Most people never encounter such discourse. And most students, on entering college, have no idea of what it's like. They've come from a culture that wants answers, not nuanced problematizations, not philosophy. They've been conditioned, as have most Americans, to seek out a position where a simple choice will solve the problem. They've been conditioned to see ideas as being part of a marketplace, just like sweatshirts, snowboards, or songs, and when they are asked to produce ideas, they look to that marketplace for a model. And students do this with their research papers as much as with their arguments. How often, in fact, does a student's research paper look like an amateur journalist's report of multiple facts and views, a superficial survey of x number of sources, with no argument even implied?
Consider, for example, the "five-paragraph essay" so often taught in high schools around the country and further abetted by the new SAT exam. Paragraph one offers an introduction, including a thesis at the end of the introduction. It's best if this thesis has three points. The subsequent three paragraphs develop and explain these thesis-supporting points. The last paragraph, the conclusion, sums up the paper and restates the thesis.

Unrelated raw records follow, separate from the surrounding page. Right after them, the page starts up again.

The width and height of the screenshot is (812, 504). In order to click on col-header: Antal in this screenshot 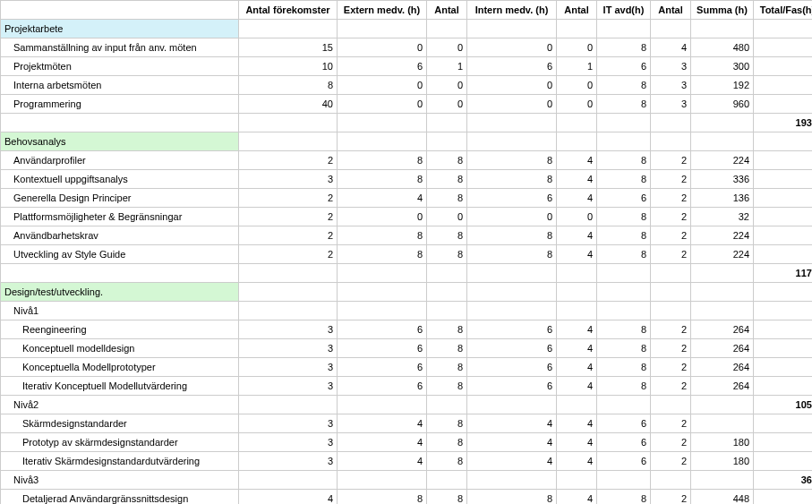, I will do `click(448, 11)`. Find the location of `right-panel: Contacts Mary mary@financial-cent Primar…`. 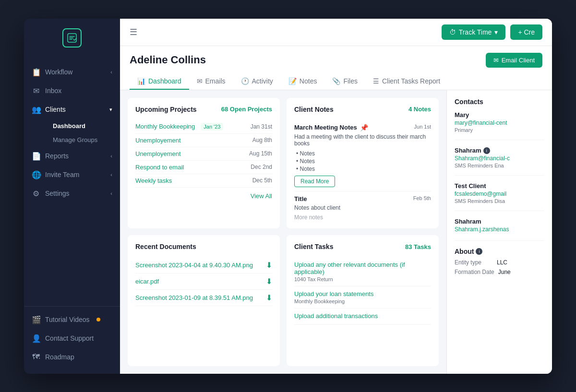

It resembles the script for commercials. It inhibits, even prohibits freedom of thought. It's static -- more noise than signal. There's no real inquiry going on, no grappling with complexities. It seeks only support, and readily available support at that. It can appear to be heated, resembling the screaming-heads model. But it's one-sided, and it goes nowhere, except to its inevitable end, which resembles or reproduces its beginning.
When we try to teach argument in the classroom, we have to fight a model of discourse that, zombielike, still stalks many classrooms. At the same time, we're pressed to provide a better model for students- the reasoned, calm approach, the one that engages and responds to counterarguments, that strives only to approach an understanding. The model for this in public discourse is as hard to find as the genre is to explain or justify. It's no surprise that we can't stick an ice pick through the five-paragraph monster's gelid heart.
The best argumentative writing expands and transforms the ideas of the writer. It questions itself, actively seeking out emergent problems along the way. And it ends not with a definitive, an in-your-face "So there!" (or a "You should just read the Bible!"), but probably with more complex questions, ones that push the continuum of the subject matter. One student told me writing in the argumentative mode was "scary." It's just not something they've been taught to do -- yet its being tantamount to a transgressive act can make it much more attractive.
Frank L. Cioffi, an assistant professor of writing and director of the writing program at Scripps College, is author of The Imaginative Argument: A Practical Manifesto for Writers, published this month by Princeton University Press.